Humanity’s first flight to Sun set to launch in July: NASA

Parker Solar Probe will explore the Sun’s outer atmosphere and make critical observations about the physics of stars.

April 08, 2018 03:09 pm | Updated 03:16 pm IST

 NASA's Parker Solar Probe is seen past a curtain inside a cleanroom at Goddard Space Flight Center

NASA's Parker Solar Probe is seen past a curtain inside a cleanroom at Goddard Space Flight Center

NASA’s Parker Solar Probe — humanity’s first mission to the Sun — is undergoing final preparations for its launch scheduled for July 31.

The spacecraft was flown by the US Air Force to Florida, where it will continue testing, and eventually undergo final assembly and mating to the third stage of the Delta IV Heavy launch vehicle. After launch, it will orbit directly through the solar atmosphere — the corona — closer to the surface than any human-made object has ever gone.

While facing brutal heat and radiation, the mission will reveal fundamental science behind what drives the solar wind, the constant outpouring of material from the Sun that shapes planetary atmospheres and affects space weather near Earth.

Thermal protection system

For the next several months, the spacecraft will undergo comprehensive testing. Just prior to being fuelled, one of the most critical elements of the spacecraft, the thermal protection system (TPS), or heat shield, will be installed. The TPS is the breakthrough technology that will allow Parker Solar Probe to survive the temperatures in the Sun’s corona, just 9.8 million kilometres from the surface of our star.

“There are many milestones to come for Parker Solar Probe and the amazing team of men and women who have worked so diligently to make this mission a reality,” said Andy Driesman, Parker Solar Probe project manager from the Johns Hopkins Applied Physics Laboratory in the US. “The installation of the TPS will be our final major step before encapsulation and integration onto the launch vehicle.”

Parker Solar Probe will be launched from NASA’s Kennedy Space Center in Florida. Throughout its seven-year mission, Parker Solar Probe will explore the Sun’s outer atmosphere and make critical observations to answer decades-old questions about the physics of stars. Its data will also be useful in improving forecasts of major eruptions on the Sun and the subsequent space weather events that impact technology on Earth, as well as satellites and astronauts in space.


§ YOUR TASK
Scan the data below for the string "series". Copy every line where it appears.

§ DATASET RECORDS

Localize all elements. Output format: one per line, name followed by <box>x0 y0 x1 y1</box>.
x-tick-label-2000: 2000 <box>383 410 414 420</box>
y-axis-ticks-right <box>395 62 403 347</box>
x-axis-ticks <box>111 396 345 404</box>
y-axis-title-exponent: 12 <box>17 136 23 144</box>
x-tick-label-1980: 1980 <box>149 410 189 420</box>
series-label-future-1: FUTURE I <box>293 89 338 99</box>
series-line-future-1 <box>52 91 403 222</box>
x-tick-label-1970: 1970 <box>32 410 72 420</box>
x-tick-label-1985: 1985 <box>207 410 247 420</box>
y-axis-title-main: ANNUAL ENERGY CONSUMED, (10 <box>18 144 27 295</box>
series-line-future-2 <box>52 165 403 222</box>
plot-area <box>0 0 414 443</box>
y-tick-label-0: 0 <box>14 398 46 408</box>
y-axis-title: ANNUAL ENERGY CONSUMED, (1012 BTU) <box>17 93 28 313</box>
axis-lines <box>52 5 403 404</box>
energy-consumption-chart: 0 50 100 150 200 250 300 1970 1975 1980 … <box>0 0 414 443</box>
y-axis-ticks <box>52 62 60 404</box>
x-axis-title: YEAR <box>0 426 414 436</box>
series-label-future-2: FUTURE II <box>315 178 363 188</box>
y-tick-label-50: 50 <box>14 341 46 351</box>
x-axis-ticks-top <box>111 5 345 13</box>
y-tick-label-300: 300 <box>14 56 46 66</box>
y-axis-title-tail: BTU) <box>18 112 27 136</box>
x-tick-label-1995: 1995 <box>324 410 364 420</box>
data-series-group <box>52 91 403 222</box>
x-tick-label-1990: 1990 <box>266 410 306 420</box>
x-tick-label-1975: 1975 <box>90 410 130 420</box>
--
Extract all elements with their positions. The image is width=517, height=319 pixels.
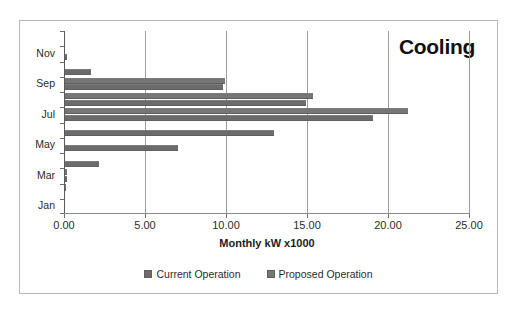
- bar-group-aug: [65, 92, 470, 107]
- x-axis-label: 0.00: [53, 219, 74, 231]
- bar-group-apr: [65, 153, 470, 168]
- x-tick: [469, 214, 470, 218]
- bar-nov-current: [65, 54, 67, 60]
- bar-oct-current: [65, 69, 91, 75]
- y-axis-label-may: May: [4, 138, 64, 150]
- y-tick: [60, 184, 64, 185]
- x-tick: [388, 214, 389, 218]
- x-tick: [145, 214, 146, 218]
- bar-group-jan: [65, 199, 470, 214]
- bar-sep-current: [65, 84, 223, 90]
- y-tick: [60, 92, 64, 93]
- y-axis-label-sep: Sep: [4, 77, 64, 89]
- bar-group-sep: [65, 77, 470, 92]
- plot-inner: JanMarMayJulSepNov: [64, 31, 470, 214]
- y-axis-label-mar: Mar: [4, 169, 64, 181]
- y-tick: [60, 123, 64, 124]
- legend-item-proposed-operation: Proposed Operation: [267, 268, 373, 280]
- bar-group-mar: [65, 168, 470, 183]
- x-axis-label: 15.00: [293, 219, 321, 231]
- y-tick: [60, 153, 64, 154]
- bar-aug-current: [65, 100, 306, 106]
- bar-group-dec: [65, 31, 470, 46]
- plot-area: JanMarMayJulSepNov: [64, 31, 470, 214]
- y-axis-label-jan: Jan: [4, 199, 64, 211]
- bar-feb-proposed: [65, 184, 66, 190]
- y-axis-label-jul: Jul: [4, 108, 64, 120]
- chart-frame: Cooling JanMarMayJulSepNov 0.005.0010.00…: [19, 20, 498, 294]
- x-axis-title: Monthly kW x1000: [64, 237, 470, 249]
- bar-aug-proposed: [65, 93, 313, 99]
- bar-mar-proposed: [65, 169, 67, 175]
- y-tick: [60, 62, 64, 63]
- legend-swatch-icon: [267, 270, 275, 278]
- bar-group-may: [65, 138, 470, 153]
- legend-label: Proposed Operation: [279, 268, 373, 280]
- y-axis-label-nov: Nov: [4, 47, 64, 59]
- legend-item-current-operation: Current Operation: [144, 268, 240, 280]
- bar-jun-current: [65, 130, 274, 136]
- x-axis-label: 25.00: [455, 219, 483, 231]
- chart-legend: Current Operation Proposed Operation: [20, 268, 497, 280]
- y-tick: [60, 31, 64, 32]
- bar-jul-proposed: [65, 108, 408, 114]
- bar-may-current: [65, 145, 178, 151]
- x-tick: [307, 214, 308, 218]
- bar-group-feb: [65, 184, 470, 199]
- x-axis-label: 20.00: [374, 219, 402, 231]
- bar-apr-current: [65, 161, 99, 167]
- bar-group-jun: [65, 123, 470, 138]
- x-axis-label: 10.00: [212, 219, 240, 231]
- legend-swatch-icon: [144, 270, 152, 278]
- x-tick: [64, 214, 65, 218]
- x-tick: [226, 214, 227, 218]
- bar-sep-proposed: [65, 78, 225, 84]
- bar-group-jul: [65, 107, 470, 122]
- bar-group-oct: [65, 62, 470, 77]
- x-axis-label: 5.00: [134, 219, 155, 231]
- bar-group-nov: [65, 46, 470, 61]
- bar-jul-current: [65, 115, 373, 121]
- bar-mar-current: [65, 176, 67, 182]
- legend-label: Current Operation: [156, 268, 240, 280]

§ WRITTEN SOLUTION
series-label-future-1: FUTURE I <box>293 89 338 99</box>
series-line-future-1 <box>52 91 403 222</box>
series-line-future-2 <box>52 165 403 222</box>
series-label-future-2: FUTURE II <box>315 178 363 188</box>
data-series-group <box>52 91 403 222</box>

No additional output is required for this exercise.